Last night, I dreamed that I was getting ready to board a starship.
Not a gleaming
Enterprise-style military vessel, and not a
Millennium Serenity tramp freighter: this was a vessel the size of a city, with hundreds of thousands of crew and passengers.
It wasn't a "colony ship", per se; there was no sense of a set destination. It might have been a generation ship, and I simply wasn't going to see the end of the journey in my lifetime. Whatever the case, the ship was going to be
home, and my role there (archivist, journalist, and documentation expert) was going to be my career, unless I decided to apprentice into something more technical.
In fact, if I were going to try to interpolate backstory from the general feel and attitude and thoughts in my dream-self's head, I'd say it was a
seed ship, heading out to find likely planets and establish the foothold for settlement. Maybe we'd be dropping off colonists; maybe we'd be putting FTL gates in place; maybe we'd be terraforming; maybe all of the above.
On the other claw, it might have been the Diaspora.
Everyone seemed to be going. even though there wasn't much sense of urgency, there was very much a sense that if you weren't on board, you'd Have The Place To Yourself; Please Put Up the Chairs And Turn Out The Lights.
Some hints of longevity there, too, since there didn't seem to be any issue with a gent pushing 50 contemplating a whole new career; there'd be plenty of time. It felt like "I may do this for a while, and then do that for a while, and then do something else", with the impression that "a while" was a period measured in decades.
A lot of this came out in a conversation with a young lady I'd just met—someone who, despite her youth, had been elected "Mayor", head of the civilian administration of the ship on sheer dint of competence.
Note that my ship's billet is pretty much what I'm doing now at my day job, combined with my family's heritage in newspapers. My PoV persona was most definitely
me; often, when I have dreams this detailed, coherent, and story-related, I'm Someone Else. Even when it's not something as obvious as being
an anthropomorphic dolphin-woman, my dream-selves in these internal movies often have different memories, different skills, and know different people. Dreams starring
me tend to be both less coherent and less memorable.
It was surprisingly consistent, and surprisingly ... casual, for lack of a better term. Yes, this was a great adventure, this was a new experience—but it's what we're doing, and Things Need To Get Done. Right now ... nothing's urgent, we're ahead of schedule, don't kill yourself or freak out—Just Get The Job Done. Once everything's aboard, once things settle down after launch, then you can cluster by the portholes and ooh and ahh over The Big Night.
The source material for this one isn't hard to pin down. I just spent two weeks on a job assignment in San Diego (travel for the first time in too long, thanks to the new job!), documenting the decontamination procedure for a company that was closing up shop, and I spent a lot of time by myself in largely-abandoned buildings (Please Turn Out The Lights). On the plane back, I read Heinlein's novella,
Methuselah's Children (longevity, obviously, and a gigantic starship with a hundred thousand people aboard. I think the dream even mentioned cold sleep, which I was turning down because I didn't want to miss anything and there was always Something That Needed Doing).
For the record, if you offered me absolutely any job, any life in the annals of in history and fiction—yeah. This. This is what I'd do, more than anything else. Give me a chance to head into the Deep on a giant city-ship, to search and explore and study and build and create, and I will head up that boarding ramp without looking back.
( Don't be afraid, the stars are only mirrors/Reflecting all the mornings yet to come ... )
Yes, I know it's '70s Disco Cheese and a deliberate parody of the prog-rock Concept Album.
I'll still be singing it as I head up the ramp.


* Work instructions
Quote the records beneath, complete and exact. Leave out images.

* Records from a dataset
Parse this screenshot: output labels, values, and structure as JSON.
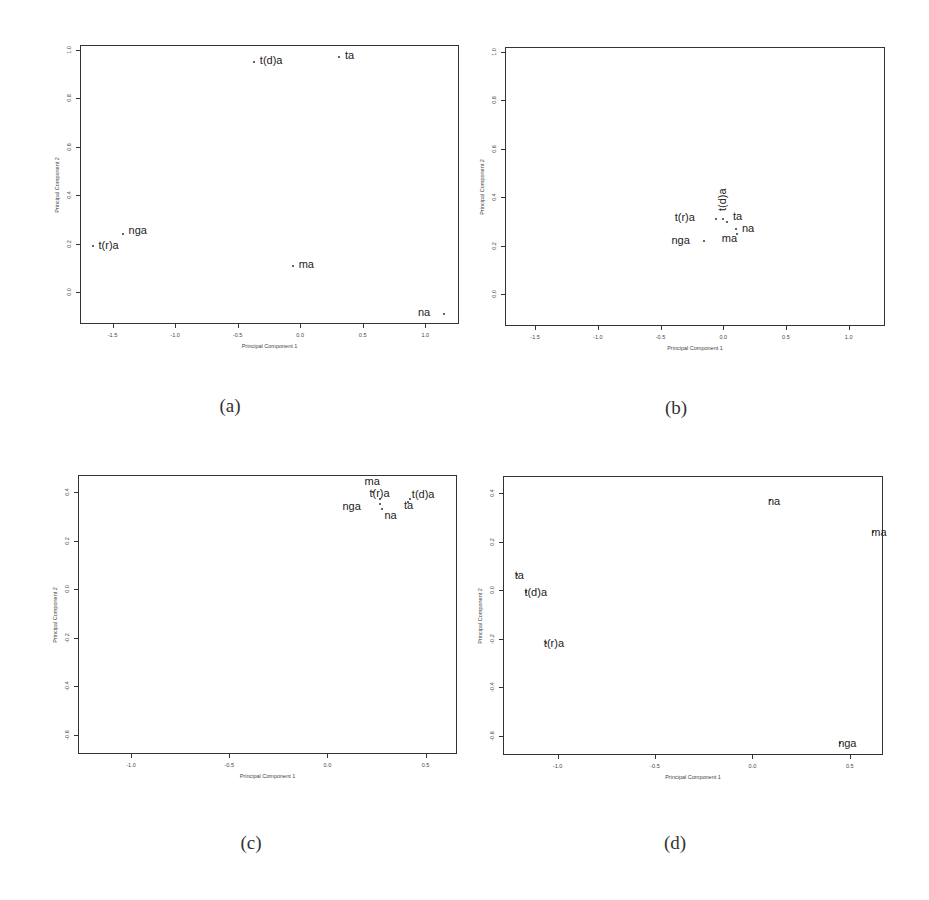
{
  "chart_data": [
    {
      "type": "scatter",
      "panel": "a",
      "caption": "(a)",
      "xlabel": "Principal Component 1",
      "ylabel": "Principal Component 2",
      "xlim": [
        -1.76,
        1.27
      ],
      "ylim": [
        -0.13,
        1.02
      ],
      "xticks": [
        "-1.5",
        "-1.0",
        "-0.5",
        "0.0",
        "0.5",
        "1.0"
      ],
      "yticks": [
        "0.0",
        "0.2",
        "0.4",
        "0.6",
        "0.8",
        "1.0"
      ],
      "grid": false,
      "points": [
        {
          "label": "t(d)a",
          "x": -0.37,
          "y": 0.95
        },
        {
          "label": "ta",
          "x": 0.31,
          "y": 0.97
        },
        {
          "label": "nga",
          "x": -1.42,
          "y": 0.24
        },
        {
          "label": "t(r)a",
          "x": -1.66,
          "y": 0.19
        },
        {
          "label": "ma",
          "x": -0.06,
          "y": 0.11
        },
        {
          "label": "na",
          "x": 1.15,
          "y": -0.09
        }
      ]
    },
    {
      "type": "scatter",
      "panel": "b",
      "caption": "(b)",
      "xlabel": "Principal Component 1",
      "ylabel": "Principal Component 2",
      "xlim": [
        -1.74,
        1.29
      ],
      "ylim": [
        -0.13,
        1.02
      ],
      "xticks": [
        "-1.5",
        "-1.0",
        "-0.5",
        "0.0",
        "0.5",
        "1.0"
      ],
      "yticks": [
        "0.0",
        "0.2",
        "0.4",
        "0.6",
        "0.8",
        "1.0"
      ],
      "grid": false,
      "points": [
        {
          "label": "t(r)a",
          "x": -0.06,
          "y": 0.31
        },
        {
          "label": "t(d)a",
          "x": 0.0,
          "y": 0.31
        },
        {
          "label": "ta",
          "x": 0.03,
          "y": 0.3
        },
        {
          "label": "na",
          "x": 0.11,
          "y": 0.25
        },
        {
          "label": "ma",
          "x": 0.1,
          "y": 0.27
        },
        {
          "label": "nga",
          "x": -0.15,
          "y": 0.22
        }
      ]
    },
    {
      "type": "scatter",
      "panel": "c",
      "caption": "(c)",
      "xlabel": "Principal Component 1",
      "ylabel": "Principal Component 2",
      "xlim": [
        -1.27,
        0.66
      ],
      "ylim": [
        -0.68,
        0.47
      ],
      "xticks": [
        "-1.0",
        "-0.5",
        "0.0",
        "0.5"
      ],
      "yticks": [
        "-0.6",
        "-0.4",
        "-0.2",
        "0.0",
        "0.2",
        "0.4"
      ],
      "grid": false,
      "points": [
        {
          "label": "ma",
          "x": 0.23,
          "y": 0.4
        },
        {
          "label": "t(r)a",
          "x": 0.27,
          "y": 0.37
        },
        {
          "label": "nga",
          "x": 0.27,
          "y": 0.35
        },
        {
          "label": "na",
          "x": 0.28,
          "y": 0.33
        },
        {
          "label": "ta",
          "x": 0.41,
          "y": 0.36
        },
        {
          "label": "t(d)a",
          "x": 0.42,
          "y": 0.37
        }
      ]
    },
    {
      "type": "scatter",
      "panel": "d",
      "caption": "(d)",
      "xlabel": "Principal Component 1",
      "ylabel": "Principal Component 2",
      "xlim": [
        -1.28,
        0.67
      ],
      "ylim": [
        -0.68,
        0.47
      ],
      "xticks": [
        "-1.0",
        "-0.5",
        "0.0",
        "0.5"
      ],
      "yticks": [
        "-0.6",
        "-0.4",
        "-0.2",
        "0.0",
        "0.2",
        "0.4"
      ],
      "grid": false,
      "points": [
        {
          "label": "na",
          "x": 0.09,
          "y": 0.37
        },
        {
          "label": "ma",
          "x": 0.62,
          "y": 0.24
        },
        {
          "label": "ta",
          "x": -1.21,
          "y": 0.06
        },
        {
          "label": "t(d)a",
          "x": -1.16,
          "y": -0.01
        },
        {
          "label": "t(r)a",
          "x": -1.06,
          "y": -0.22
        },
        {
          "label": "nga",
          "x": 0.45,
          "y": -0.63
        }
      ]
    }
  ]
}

* Expected answer
Parse this screenshot: output labels, values, and structure as JSON.
{
  "chart_data": [
    {
      "type": "scatter",
      "panel": "a",
      "caption": "(a)",
      "xlabel": "Principal Component 1",
      "ylabel": "Principal Component 2",
      "xlim": [
        -1.76,
        1.27
      ],
      "ylim": [
        -0.13,
        1.02
      ],
      "xticks": [
        "-1.5",
        "-1.0",
        "-0.5",
        "0.0",
        "0.5",
        "1.0"
      ],
      "yticks": [
        "0.0",
        "0.2",
        "0.4",
        "0.6",
        "0.8",
        "1.0"
      ],
      "grid": false,
      "points": [
        {
          "label": "t(d)a",
          "x": -0.37,
          "y": 0.95
        },
        {
          "label": "ta",
          "x": 0.31,
          "y": 0.97
        },
        {
          "label": "nga",
          "x": -1.42,
          "y": 0.24
        },
        {
          "label": "t(r)a",
          "x": -1.66,
          "y": 0.19
        },
        {
          "label": "ma",
          "x": -0.06,
          "y": 0.11
        },
        {
          "label": "na",
          "x": 1.15,
          "y": -0.09
        }
      ]
    },
    {
      "type": "scatter",
      "panel": "b",
      "caption": "(b)",
      "xlabel": "Principal Component 1",
      "ylabel": "Principal Component 2",
      "xlim": [
        -1.74,
        1.29
      ],
      "ylim": [
        -0.13,
        1.02
      ],
      "xticks": [
        "-1.5",
        "-1.0",
        "-0.5",
        "0.0",
        "0.5",
        "1.0"
      ],
      "yticks": [
        "0.0",
        "0.2",
        "0.4",
        "0.6",
        "0.8",
        "1.0"
      ],
      "grid": false,
      "points": [
        {
          "label": "t(r)a",
          "x": -0.06,
          "y": 0.31
        },
        {
          "label": "t(d)a",
          "x": 0.0,
          "y": 0.31
        },
        {
          "label": "ta",
          "x": 0.03,
          "y": 0.3
        },
        {
          "label": "na",
          "x": 0.11,
          "y": 0.25
        },
        {
          "label": "ma",
          "x": 0.1,
          "y": 0.27
        },
        {
          "label": "nga",
          "x": -0.15,
          "y": 0.22
        }
      ]
    },
    {
      "type": "scatter",
      "panel": "c",
      "caption": "(c)",
      "xlabel": "Principal Component 1",
      "ylabel": "Principal Component 2",
      "xlim": [
        -1.27,
        0.66
      ],
      "ylim": [
        -0.68,
        0.47
      ],
      "xticks": [
        "-1.0",
        "-0.5",
        "0.0",
        "0.5"
      ],
      "yticks": [
        "-0.6",
        "-0.4",
        "-0.2",
        "0.0",
        "0.2",
        "0.4"
      ],
      "grid": false,
      "points": [
        {
          "label": "ma",
          "x": 0.23,
          "y": 0.4
        },
        {
          "label": "t(r)a",
          "x": 0.27,
          "y": 0.37
        },
        {
          "label": "nga",
          "x": 0.27,
          "y": 0.35
        },
        {
          "label": "na",
          "x": 0.28,
          "y": 0.33
        },
        {
          "label": "ta",
          "x": 0.41,
          "y": 0.36
        },
        {
          "label": "t(d)a",
          "x": 0.42,
          "y": 0.37
        }
      ]
    },
    {
      "type": "scatter",
      "panel": "d",
      "caption": "(d)",
      "xlabel": "Principal Component 1",
      "ylabel": "Principal Component 2",
      "xlim": [
        -1.28,
        0.67
      ],
      "ylim": [
        -0.68,
        0.47
      ],
      "xticks": [
        "-1.0",
        "-0.5",
        "0.0",
        "0.5"
      ],
      "yticks": [
        "-0.6",
        "-0.4",
        "-0.2",
        "0.0",
        "0.2",
        "0.4"
      ],
      "grid": false,
      "points": [
        {
          "label": "na",
          "x": 0.09,
          "y": 0.37
        },
        {
          "label": "ma",
          "x": 0.62,
          "y": 0.24
        },
        {
          "label": "ta",
          "x": -1.21,
          "y": 0.06
        },
        {
          "label": "t(d)a",
          "x": -1.16,
          "y": -0.01
        },
        {
          "label": "t(r)a",
          "x": -1.06,
          "y": -0.22
        },
        {
          "label": "nga",
          "x": 0.45,
          "y": -0.63
        }
      ]
    }
  ]
}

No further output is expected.